◆ What you should do: Please output exactly the part of the records below that opens with the line containing "The height and width of the screenshot is (418, 743)." and closes with the line containing "What do you see at coordinates (541, 984)", both lines included, and nothing else.

* * *

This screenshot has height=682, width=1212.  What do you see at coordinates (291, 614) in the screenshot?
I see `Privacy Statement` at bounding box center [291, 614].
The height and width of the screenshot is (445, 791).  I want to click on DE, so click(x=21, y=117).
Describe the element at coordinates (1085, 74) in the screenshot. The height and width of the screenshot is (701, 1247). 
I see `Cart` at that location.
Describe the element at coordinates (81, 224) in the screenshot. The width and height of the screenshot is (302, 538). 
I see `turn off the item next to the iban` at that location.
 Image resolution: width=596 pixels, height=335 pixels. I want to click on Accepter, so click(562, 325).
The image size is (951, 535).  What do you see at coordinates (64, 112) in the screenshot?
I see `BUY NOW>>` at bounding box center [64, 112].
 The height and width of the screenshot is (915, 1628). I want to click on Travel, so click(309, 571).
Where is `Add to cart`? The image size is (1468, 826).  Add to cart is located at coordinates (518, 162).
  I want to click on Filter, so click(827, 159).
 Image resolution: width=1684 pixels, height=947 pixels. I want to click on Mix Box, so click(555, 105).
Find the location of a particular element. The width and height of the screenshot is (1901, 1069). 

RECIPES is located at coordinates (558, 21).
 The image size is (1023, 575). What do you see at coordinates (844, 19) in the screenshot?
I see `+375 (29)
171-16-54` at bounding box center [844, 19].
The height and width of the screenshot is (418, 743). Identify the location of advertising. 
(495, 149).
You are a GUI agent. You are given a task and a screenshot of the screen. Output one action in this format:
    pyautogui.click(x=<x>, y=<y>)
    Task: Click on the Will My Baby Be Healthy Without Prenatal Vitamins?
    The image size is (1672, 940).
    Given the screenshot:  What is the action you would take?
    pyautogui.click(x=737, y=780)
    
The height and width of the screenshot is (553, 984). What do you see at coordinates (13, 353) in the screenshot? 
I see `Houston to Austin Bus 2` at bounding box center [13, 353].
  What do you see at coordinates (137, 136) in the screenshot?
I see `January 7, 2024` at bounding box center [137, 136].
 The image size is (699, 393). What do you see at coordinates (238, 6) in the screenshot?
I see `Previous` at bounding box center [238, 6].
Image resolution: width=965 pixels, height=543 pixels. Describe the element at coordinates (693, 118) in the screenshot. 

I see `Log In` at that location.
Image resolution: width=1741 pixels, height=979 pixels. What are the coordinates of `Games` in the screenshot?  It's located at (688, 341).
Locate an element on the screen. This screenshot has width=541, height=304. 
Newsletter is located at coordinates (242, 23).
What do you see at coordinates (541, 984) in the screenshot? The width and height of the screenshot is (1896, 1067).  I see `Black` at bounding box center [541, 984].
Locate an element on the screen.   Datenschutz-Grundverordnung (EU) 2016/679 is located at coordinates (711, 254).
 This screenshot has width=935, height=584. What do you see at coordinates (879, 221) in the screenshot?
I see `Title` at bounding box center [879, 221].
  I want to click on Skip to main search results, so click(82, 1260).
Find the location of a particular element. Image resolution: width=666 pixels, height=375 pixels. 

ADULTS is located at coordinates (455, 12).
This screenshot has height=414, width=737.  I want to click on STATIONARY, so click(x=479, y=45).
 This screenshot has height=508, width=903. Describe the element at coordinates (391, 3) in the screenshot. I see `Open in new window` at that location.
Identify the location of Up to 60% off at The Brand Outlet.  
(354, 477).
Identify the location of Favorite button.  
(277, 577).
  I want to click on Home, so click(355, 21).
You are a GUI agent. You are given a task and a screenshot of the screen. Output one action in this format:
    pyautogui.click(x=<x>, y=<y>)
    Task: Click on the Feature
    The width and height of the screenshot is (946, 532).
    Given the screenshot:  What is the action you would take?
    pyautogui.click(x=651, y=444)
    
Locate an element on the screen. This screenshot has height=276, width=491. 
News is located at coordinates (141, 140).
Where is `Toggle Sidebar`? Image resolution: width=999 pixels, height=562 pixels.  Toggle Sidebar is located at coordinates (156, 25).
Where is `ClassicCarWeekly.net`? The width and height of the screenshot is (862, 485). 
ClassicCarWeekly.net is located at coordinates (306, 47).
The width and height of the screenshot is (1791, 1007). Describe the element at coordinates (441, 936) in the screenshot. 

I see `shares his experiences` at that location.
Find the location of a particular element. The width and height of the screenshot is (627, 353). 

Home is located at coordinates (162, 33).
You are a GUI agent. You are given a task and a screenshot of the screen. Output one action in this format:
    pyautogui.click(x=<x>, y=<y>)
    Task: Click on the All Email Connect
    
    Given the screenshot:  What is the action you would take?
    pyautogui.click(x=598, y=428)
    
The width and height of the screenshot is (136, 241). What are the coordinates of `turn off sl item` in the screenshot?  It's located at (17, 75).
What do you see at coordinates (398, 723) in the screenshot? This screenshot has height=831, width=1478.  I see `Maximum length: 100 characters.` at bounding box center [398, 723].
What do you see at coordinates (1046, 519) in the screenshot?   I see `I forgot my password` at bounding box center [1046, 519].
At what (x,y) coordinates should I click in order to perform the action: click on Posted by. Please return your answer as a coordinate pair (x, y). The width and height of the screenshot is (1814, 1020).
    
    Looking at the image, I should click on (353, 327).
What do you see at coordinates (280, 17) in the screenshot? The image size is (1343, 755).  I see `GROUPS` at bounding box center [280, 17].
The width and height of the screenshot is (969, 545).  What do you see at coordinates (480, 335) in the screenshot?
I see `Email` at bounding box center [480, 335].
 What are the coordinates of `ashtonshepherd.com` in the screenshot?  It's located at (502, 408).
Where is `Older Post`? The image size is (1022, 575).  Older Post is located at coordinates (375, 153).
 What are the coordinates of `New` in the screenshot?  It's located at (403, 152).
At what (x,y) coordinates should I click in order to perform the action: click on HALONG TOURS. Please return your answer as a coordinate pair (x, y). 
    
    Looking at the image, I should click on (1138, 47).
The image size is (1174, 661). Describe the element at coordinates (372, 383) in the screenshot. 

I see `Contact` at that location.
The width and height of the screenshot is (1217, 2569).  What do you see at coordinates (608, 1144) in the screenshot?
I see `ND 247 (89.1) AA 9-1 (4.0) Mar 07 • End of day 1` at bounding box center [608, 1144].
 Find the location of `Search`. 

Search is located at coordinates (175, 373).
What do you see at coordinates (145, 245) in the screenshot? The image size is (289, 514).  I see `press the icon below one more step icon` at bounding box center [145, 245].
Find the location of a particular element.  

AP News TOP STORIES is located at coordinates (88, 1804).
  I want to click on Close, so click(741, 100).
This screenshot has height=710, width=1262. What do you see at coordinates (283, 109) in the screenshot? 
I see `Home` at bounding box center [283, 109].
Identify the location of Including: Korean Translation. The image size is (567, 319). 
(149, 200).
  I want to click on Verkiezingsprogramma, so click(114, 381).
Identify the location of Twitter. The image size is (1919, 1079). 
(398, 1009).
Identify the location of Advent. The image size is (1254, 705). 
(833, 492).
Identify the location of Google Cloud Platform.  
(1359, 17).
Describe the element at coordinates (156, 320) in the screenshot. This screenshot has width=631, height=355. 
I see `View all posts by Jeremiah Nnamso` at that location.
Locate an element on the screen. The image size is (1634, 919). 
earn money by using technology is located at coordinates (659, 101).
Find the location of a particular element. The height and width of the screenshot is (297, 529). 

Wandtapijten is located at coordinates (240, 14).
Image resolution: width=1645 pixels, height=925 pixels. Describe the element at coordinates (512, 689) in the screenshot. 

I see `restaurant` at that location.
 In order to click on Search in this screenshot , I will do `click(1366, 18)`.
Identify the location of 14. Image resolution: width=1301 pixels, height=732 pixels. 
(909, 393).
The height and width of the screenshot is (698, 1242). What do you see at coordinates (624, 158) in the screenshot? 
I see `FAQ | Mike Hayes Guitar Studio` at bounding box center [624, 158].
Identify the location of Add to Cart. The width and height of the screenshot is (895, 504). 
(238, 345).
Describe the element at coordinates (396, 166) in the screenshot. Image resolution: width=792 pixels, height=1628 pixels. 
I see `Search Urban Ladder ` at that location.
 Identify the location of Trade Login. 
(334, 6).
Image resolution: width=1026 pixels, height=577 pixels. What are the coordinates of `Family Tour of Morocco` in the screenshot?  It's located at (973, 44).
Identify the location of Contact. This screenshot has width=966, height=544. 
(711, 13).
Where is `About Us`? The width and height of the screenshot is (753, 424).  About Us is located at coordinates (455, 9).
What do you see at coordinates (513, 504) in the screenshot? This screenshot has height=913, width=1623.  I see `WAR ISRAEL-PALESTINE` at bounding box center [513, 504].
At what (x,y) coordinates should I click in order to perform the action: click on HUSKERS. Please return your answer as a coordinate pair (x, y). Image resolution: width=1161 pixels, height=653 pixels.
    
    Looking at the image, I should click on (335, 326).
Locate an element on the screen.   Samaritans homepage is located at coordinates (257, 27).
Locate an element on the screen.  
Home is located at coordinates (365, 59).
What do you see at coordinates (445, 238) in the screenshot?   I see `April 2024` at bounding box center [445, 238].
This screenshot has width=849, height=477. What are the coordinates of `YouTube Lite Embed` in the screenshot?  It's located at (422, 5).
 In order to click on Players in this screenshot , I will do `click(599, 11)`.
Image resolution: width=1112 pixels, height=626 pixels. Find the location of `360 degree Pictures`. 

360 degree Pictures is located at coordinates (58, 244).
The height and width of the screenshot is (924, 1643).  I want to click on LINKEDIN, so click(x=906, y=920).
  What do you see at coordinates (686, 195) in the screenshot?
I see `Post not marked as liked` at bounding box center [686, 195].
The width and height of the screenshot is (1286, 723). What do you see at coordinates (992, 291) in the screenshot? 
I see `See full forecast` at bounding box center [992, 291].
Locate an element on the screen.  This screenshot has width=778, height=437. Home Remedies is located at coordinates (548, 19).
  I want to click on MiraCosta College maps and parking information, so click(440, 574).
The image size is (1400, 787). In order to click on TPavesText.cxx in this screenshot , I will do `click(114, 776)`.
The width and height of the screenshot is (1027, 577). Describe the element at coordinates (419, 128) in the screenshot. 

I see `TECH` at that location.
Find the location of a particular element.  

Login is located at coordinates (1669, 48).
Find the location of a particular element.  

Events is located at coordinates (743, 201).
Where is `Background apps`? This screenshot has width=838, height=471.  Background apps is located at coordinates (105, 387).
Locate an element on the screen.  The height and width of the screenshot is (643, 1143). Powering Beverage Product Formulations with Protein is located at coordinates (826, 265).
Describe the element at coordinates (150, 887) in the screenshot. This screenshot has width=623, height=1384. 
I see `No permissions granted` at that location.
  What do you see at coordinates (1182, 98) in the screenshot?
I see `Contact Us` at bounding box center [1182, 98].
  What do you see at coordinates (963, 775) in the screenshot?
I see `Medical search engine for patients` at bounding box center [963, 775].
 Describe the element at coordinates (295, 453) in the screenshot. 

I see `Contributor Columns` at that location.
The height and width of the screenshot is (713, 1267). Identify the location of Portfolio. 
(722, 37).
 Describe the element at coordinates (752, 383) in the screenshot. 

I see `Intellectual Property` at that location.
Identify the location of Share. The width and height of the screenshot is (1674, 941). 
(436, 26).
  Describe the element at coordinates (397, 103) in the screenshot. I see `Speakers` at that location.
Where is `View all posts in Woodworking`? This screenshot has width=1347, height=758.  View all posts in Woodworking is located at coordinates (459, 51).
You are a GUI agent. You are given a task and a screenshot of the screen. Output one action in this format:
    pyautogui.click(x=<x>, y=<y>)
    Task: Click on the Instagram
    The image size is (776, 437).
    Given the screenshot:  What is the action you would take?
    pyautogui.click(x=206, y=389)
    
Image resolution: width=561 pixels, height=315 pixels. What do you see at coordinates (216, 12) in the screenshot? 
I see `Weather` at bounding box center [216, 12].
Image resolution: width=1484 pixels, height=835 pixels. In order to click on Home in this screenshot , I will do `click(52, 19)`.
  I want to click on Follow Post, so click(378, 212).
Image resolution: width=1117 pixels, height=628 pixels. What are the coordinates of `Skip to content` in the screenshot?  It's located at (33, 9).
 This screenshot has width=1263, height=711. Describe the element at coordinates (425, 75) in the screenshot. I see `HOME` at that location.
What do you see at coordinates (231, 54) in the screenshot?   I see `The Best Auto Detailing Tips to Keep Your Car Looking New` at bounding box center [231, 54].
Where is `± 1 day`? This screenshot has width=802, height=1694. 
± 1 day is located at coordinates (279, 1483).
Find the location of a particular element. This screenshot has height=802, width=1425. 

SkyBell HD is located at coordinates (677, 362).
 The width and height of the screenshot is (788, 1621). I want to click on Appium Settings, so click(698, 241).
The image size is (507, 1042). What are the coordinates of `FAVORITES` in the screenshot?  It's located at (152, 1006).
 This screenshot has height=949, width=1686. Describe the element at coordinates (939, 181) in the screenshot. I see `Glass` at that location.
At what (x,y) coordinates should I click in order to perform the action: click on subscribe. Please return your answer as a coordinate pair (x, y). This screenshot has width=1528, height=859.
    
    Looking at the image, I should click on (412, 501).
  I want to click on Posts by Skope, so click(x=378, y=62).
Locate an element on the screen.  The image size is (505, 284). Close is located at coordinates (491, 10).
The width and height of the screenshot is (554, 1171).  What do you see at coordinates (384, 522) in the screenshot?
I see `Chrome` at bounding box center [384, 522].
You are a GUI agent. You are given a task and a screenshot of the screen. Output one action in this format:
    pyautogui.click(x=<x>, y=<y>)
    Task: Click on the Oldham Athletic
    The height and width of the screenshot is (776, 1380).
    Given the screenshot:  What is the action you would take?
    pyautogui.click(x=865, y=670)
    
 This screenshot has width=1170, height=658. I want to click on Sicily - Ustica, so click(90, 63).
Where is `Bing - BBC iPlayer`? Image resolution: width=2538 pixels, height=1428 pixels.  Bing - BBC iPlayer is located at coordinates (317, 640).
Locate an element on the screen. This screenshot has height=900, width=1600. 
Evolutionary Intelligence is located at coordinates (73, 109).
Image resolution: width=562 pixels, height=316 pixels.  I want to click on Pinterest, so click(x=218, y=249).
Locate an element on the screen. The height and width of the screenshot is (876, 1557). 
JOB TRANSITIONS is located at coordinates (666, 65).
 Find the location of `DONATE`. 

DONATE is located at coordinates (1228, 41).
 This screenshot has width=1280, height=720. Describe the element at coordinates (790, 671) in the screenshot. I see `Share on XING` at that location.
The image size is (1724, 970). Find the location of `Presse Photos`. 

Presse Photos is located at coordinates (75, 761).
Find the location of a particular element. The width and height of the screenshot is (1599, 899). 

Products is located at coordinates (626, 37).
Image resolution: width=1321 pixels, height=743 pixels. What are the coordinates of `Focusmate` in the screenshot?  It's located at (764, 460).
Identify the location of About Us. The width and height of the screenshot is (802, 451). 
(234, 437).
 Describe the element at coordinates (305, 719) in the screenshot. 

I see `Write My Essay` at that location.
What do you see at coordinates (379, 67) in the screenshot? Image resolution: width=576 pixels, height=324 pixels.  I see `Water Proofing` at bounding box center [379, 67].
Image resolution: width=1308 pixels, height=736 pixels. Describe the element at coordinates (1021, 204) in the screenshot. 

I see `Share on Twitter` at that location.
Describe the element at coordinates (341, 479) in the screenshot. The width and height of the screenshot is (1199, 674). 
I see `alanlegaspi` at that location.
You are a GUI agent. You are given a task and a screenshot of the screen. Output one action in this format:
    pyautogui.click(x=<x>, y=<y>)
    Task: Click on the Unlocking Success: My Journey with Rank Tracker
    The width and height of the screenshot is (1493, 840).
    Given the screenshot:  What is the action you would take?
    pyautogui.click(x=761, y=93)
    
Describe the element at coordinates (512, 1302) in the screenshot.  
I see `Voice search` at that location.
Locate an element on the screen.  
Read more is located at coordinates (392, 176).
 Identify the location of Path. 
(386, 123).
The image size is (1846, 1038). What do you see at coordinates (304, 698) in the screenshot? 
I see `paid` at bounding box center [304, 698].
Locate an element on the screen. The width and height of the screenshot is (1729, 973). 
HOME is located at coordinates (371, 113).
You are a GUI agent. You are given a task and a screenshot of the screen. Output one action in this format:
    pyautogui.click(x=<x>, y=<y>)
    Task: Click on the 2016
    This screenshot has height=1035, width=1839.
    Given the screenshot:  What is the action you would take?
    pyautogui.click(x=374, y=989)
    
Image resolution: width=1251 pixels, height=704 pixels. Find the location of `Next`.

* * *

◆ Exercise output:
The height and width of the screenshot is (418, 743). Identify the location of advertising. 
(495, 149).
You are a GUI agent. You are given a task and a screenshot of the screen. Output one action in this format:
    pyautogui.click(x=<x>, y=<y>)
    Task: Click on the Will My Baby Be Healthy Without Prenatal Vitamins?
    The image size is (1672, 940).
    Given the screenshot:  What is the action you would take?
    pyautogui.click(x=737, y=780)
    
The height and width of the screenshot is (553, 984). What do you see at coordinates (13, 353) in the screenshot? 
I see `Houston to Austin Bus 2` at bounding box center [13, 353].
  What do you see at coordinates (137, 136) in the screenshot?
I see `January 7, 2024` at bounding box center [137, 136].
 The image size is (699, 393). What do you see at coordinates (238, 6) in the screenshot?
I see `Previous` at bounding box center [238, 6].
Image resolution: width=965 pixels, height=543 pixels. Describe the element at coordinates (693, 118) in the screenshot. 

I see `Log In` at that location.
Image resolution: width=1741 pixels, height=979 pixels. What are the coordinates of `Games` in the screenshot?  It's located at (688, 341).
Locate an element on the screen. This screenshot has width=541, height=304. 
Newsletter is located at coordinates (242, 23).
What do you see at coordinates (541, 984) in the screenshot? The width and height of the screenshot is (1896, 1067).  I see `Black` at bounding box center [541, 984].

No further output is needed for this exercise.